Friday, September 28, 2007

THE LOVED ONE by Evelyn Waugh

The Book: Evelyn Waugh, THE LOVED ONE. Dell paperback reprint, 1974. Book is slightly warped and age-stained, but intact.
First read: 1982
Owned since: 1982

I don't remember when I bought this book, but it was probably another Field Day acquisition. I do know that I saw the movie version first, at the Naro Expanded Cinema, though I no longer remember whether I saw it with Adrienne, Steve, Gary or some other group of friends.
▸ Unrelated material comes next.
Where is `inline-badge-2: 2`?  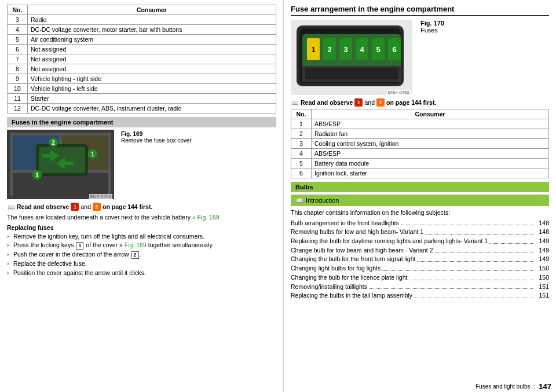 inline-badge-2: 2 is located at coordinates (136, 255).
Anyway, The Loved One is a satire of mid-20th century Los Angeles that is so sharply observed it's hard to tell what's an exaggeration. Out-of-work British screenwriter Denis Barlow takes a job at a pet cemetery, the Happier Hunting Grounds, that models itself on Whispering Glades, a thinly-disguised Forest Lawn. By strange coincidence, Dennis meets and falls in love with Aimee Thanatogenos, cosmetologist to the dead and apprentice to Whispering Glades' mortician, Mr. Joyboy. Things don't end well, but do they ever?

I had a couple of hours to spare in Westwood yesterday afternoon. Since I'd never been there, I wandered over to Westwood Memorial Park to visit Marilyn Monroe's tomb.

Many of Los Angeles's dead and famous are in Westwood Memorial Park. Don Knotts lies in the shadow, literally, of the Armand Hammer Family crypt. Truman Capote is off to one side, appropriately. Dean Martin and Oscar Levant's tombs face each other across one small columbarium. Walter and Carol Matthau lie side by side. Most disconcerting is a headstone for Ray Bradbury, still very much alive, next to that of his wife, Maggie, who died in 2003.

I have signed my organ donor card and told people that I want to be useful after death. If scientists can do something with my remains, they can have them. But I do see the value of having, at least, a plaque somewhere that reminds survivors of one's time on the planet.

In lieu of something more sentimental, maybe my plaque could read, "Now she knows."

What I Read This Week

I worked on the plane instead of reading, so this week's list is abbreviated.

Joe Hill, 20th Century Ghosts. I liked Joe Hill's first novel, Heart-Shaped Box, and was baffled when a friend gave it a scathing review. As it turns out, this friend had read 20th Century Ghosts first -- and had high expectations for Heart-Shaped Box as a result. I get that, because 20th Century Ghosts, a collection of short fiction, is one of the best books I've read this year. The pieces range from classic ghost stories ("20th Century Ghost") to hard-core horror ("The Black Phone"), to indefinable, joyous surrealism ("Pop Art," a story I loved so much I want to keep it like a stuffed animal). Run, don't walk, to buy this book.

Sarah Langan, The Missing. The evil unleashed in Langan's first novel, The Keeper, spreads to the next town -- and perhaps to the whole world -- in The Missing. The residents of the prosperous central Maine city of Corpus Christi (fictional, though it shares some characteristics with Waterville) become infected with a virus that destroys their souls but not their bodies. It's much more than a zombie novel, and Langan delivers on the promise she showed in The Keeper.